Raising your puppy right from the ground up!
Besides researching breeds, breeders/rescues (etc) there is a lot of things to do before bringing home your puppy. Most of these things are more about thinking through and pre planning to really help set up for a successful puppy-hood into adulthood. Everybody’s opinions of the ‘perfect’ dog is a little bit different. Some people don’t really care if their dogs are on furniture; while others really don’t want their dog on furniture for example. Nobody’s wrong, everybody has to live with their own dog. Everyone gets to choose -for the most part- how that dog behaves.
Before taking home your puppy it really is in your best interest to sit down and really decide what you want your puppy’s life to look like. Or at the very least how you want your puppy to react to what your life looks like. If you always have friends over, do you want a dog that is continuously jumping at them at the doorway, or choosing to go and chew on their shoe? By envisioning your life and how you would like your dog to fit into it, you can really start from Square one. Teaching your puppy those behaviours that you want them to be very good at.
There’s a thousand and one things that your puppy can learn. It is up to you to make sure that the really important parts to you is what your puppy gets to practice the most. An easy way to really define what is important to you is to envision typical situations with your dog full grown. For example do you really love your puppy dragging you down the street to say hi to that stranger? Is this a useful behaviour for you? At 50lbs would you like your grown adult dog to do the same? Are you so extroverted that you love saying hi every single human being that you meet on the street? If you answered yes to ALL those questions that’s totally fine! However, most people don’t mind puppies pulling but they don’t like when their adult dog is lunging at the end of the leash to greet another stranger. If this sounds more like you, maybe you will want to figure out a game plan before letting your puppy meet strangers on the street. Perhaps, you don’t mind if your puppy greets people but you want them to think through their greetings. You don’t want the pulling, you don’t want the jumping but you do want a dog that’s friendly and polite. This is a plan you can start from day one to implement with greetings. Implementing it from day one means a decrease in frustration on either end of the leash.
By taking out some of your most common every day situations and really pre planning how you would like your dog to behave you can really shape your own personalized training planning. Remember that puppies make mistakes, – It might seem like a never ending tunnel at times. Keep with the plan. Let your puppy practice the behaviours you want not the behaviours you will want to change in the future.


#### Prompt
Could the data below be retyped exactly, without its pictures?
____
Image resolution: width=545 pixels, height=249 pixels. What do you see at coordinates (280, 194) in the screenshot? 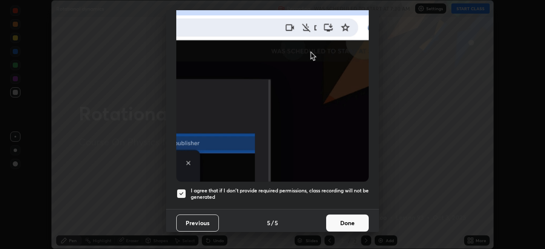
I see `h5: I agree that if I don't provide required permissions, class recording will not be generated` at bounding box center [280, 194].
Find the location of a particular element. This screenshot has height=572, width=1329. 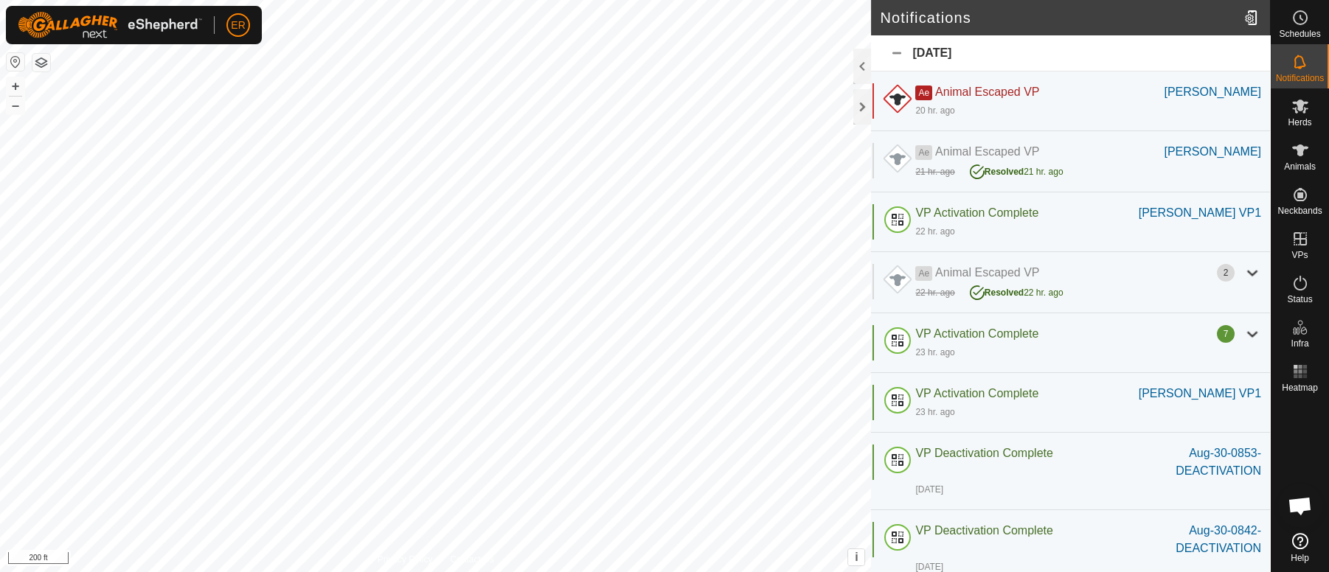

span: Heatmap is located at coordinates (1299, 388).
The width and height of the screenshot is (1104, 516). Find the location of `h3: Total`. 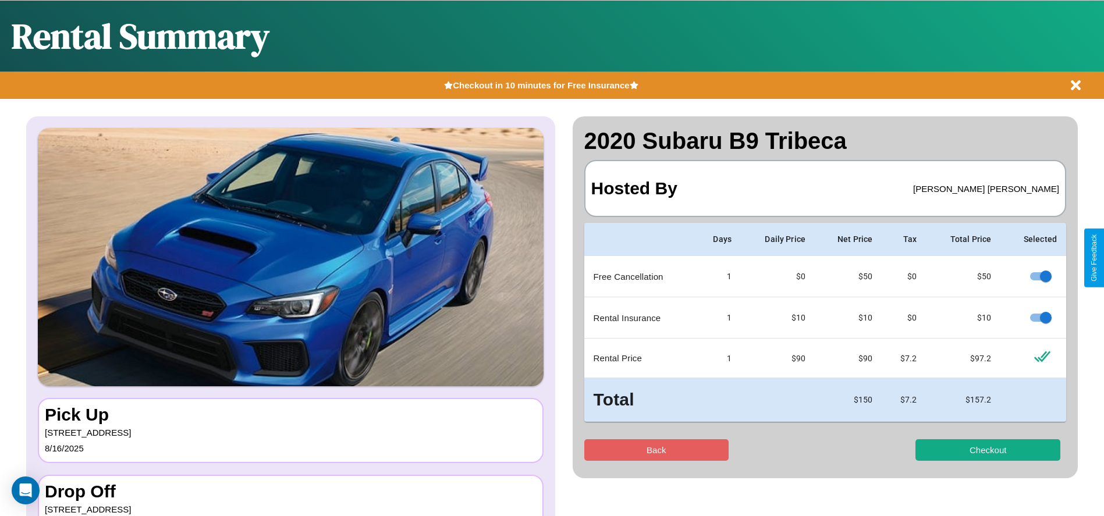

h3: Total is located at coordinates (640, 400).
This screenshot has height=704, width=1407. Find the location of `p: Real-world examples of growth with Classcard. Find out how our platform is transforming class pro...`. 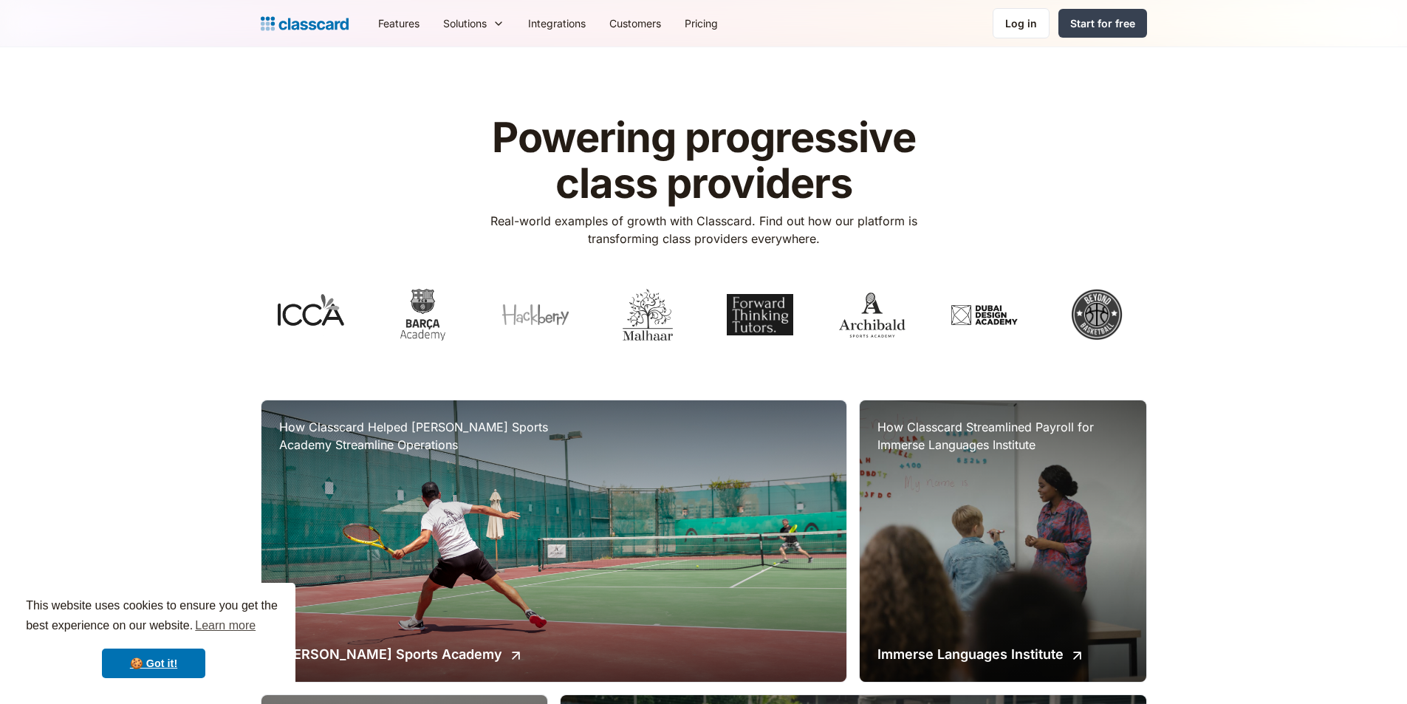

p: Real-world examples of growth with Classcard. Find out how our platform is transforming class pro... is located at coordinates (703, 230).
____
#### Exercise output
Image resolution: width=545 pixels, height=249 pixels. What do you see at coordinates (280, 194) in the screenshot? 
I see `h5: I agree that if I don't provide required permissions, class recording will not be generated` at bounding box center [280, 194].
Find the location of a particular element. This screenshot has height=572, width=1329. 

span: Heatmap is located at coordinates (1299, 388).
The width and height of the screenshot is (1104, 516). Find the location of `h3: Total`. 

h3: Total is located at coordinates (640, 400).
This screenshot has height=704, width=1407. Find the location of `p: Real-world examples of growth with Classcard. Find out how our platform is transforming class pro...`. 

p: Real-world examples of growth with Classcard. Find out how our platform is transforming class pro... is located at coordinates (703, 230).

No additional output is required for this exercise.